3

I created a table in SQL via PHP that has 3 columns. I'm trying to put the values inside a SELECT dropdown in this way:

  • The first column will be in the value of the OPTION (for passing in the POST).
  • The second column will be in the display of the OPTION.
  • The third column will be hidden and sticks to each row in the dropdown, so when the user chooses one option from the dropdown, the hidden column will present in other div.

For example, if the table is:

col1  col2  col3
-----------------
1     Joe   Key st.
2     Matt  Link st.

When the user chooses Joe, Key st. will display in a separate div, and after the user presses enter, the value 1 will be sent via POST.
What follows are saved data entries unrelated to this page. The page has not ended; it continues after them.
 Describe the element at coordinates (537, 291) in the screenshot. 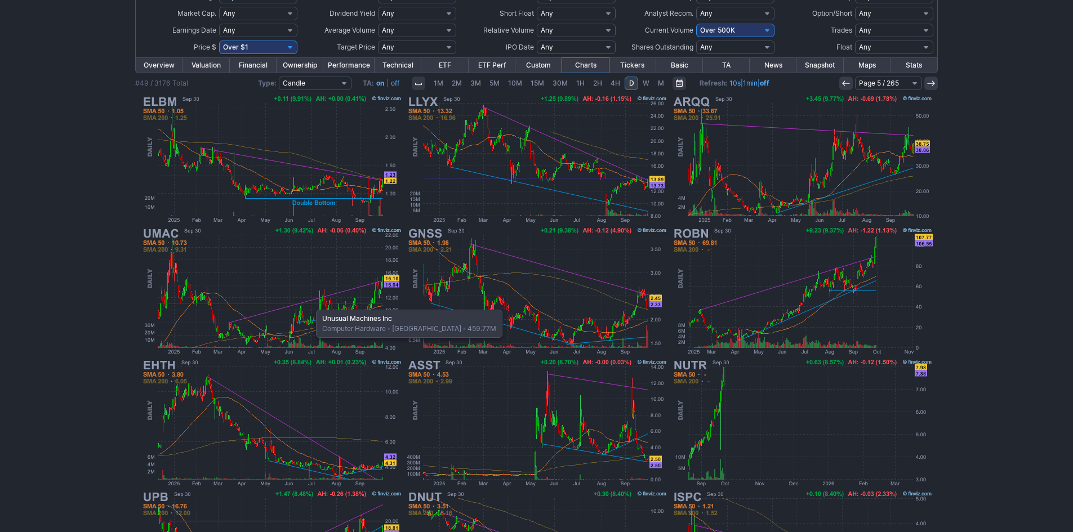

I see `img: GNSS - Genasys Inc - Stock Price Chart` at that location.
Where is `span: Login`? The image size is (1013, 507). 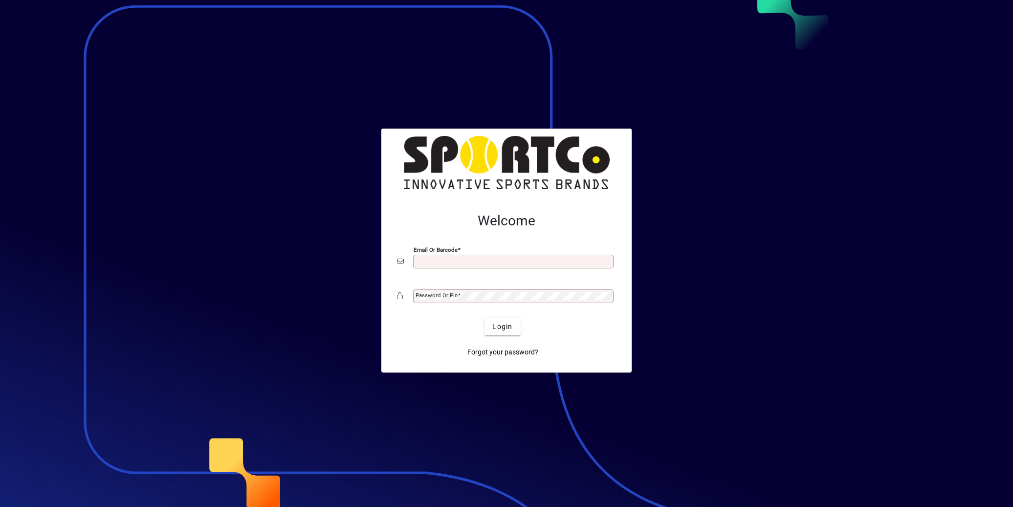
span: Login is located at coordinates (502, 326).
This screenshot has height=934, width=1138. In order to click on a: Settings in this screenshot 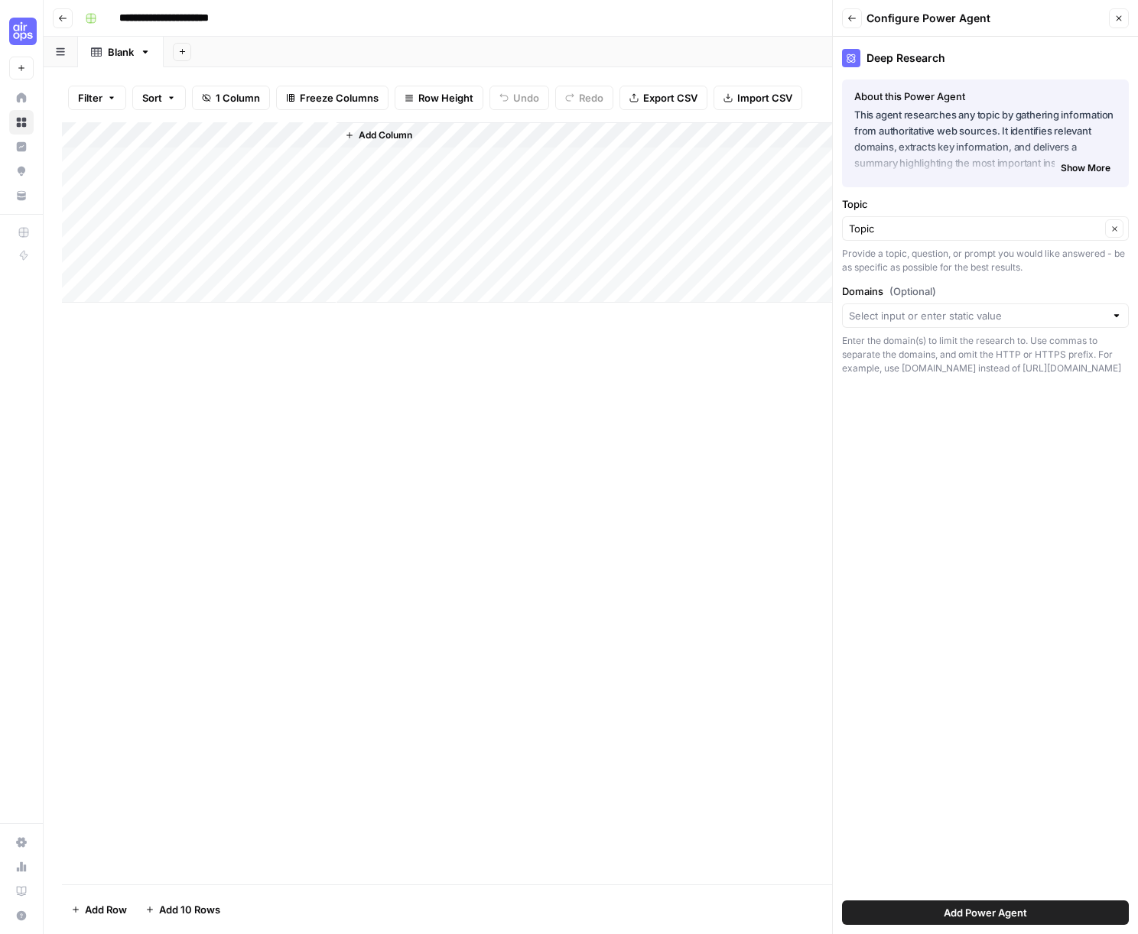, I will do `click(21, 843)`.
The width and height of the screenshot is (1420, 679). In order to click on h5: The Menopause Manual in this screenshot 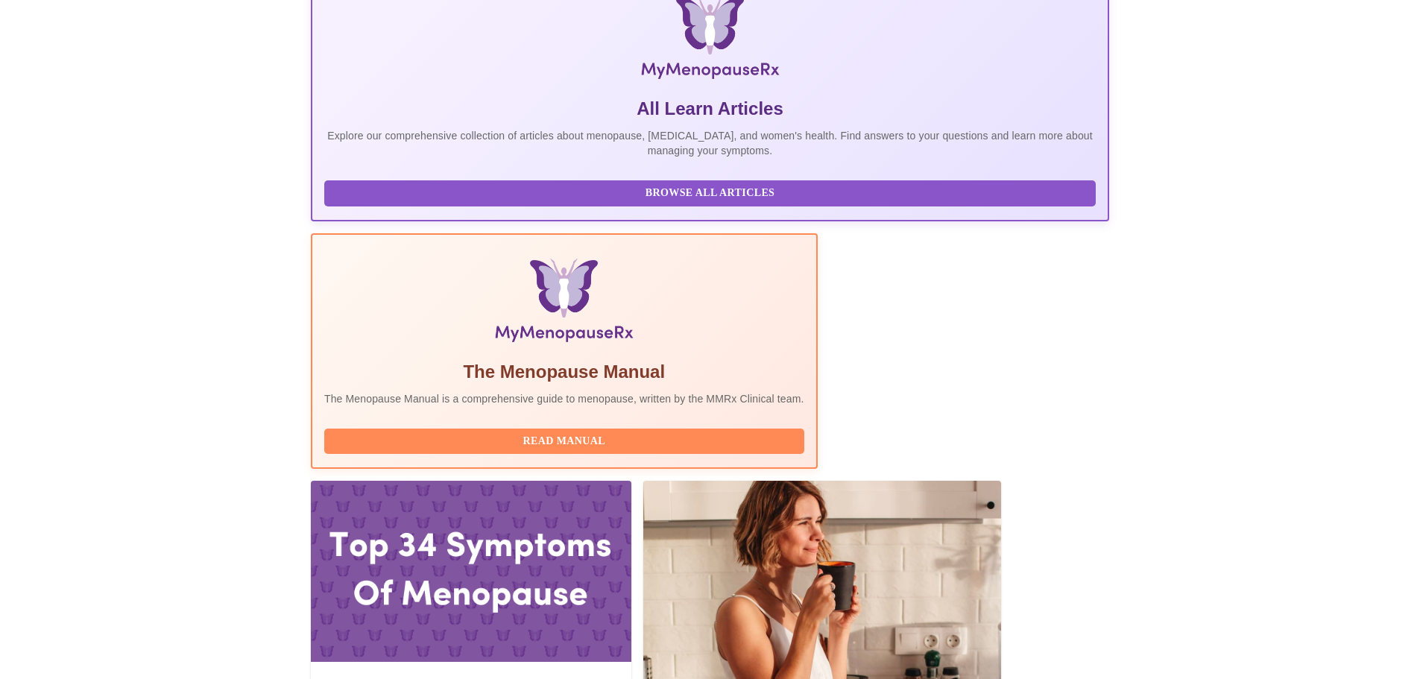, I will do `click(564, 372)`.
This is what I got so far:

$('.foo3').on('change', function() {
  var add = $(this).parent().find('.foo3').value();
  $('.foo2').html(add);
});
<select class="foo3">
  <?php while ($curRow=mysqli_fetch_array($TableOutput)) {                                                      
    echo "<input class='foo' type='hidden' value='{$curRow['col3']}'><option value='{$curRow['col1']}'>{$curRow['col2']}</option>"; 
  } ?>
</select>
<div class="foo2"></div>

Thanks!

6
  • Can you please attach your HTML output? Commented Nov 21, 2016 at 11:15
  • It doesn't work. the dropdown was empty. Commented Nov 21, 2016 at 11:16
  • @RuchishParikh Why did you edit the HTML of my answer in to this question? Commented Nov 21, 2016 at 11:22
  • I have edited to convert it into code snippet. sorry if I am wrong. @RoryMcCrossan Commented Nov 21, 2016 at 11:24
  • It's fine to edit the question to include a snippet, but the problem was you used the HTML from my answer, not the OPs original code. Please take care in future. Commented Nov 21, 2016 at 11:25

1 Answer 1

3

You can store your own metadata in an element by using data attribute. You can then read that back out when the option is chosen. Try this:

$('.foo3').change(function() {
  $('.foo2').text($(this).find('option:selected').data('location'));
});
<script src="https://ajax.googleapis.com/ajax/libs/jquery/2.1.1/jquery.min.js"></script>
<select class="foo3">
  <option>Please select...</option>
  <option value="1" data-location="Key St.">Joe</option>
  <option value="2" data-location="Link St.">Matt</option>
</select>
<div class="foo2"></div>

To create that HTML output, your PHP would look like this:

echo "<option value=\"{$curRow['col1']}\" data-location=\"{$curRow['col3']}\">{$curRow['col2']}</option>";
Sign up to request clarification or add additional context in comments.

8 Comments

@RoryMcCrossan is it good to store data in html element ? will it cause slow to load ??
It's absolutely fine, and it won't affect performance in any noticable way.
There is no real difference between having the data show on the page, and load it into a data-attribute. There is a very slight overhang (perhaps) of HTML-code, but it should be (in most cases) minimal, and not provide any difference in loading time.
@junkfoodjunkie there's also the overhead of jQuery building the cache object, but again the delay is infinitesimal. If performance is of that high a concern you shouldn't be using jQuery at all.
@DvirNaim the same technique works, just add another data-XXX attribute and use data('XXX') to retrieve it in jQuery
|

Your Answer

By clicking “Post Your Answer”, you agree to our terms of service and acknowledge you have read our privacy policy.

Start asking to get answers

Find the answer to your question by asking.

Ask question

Explore related questions

See similar questions with these tags.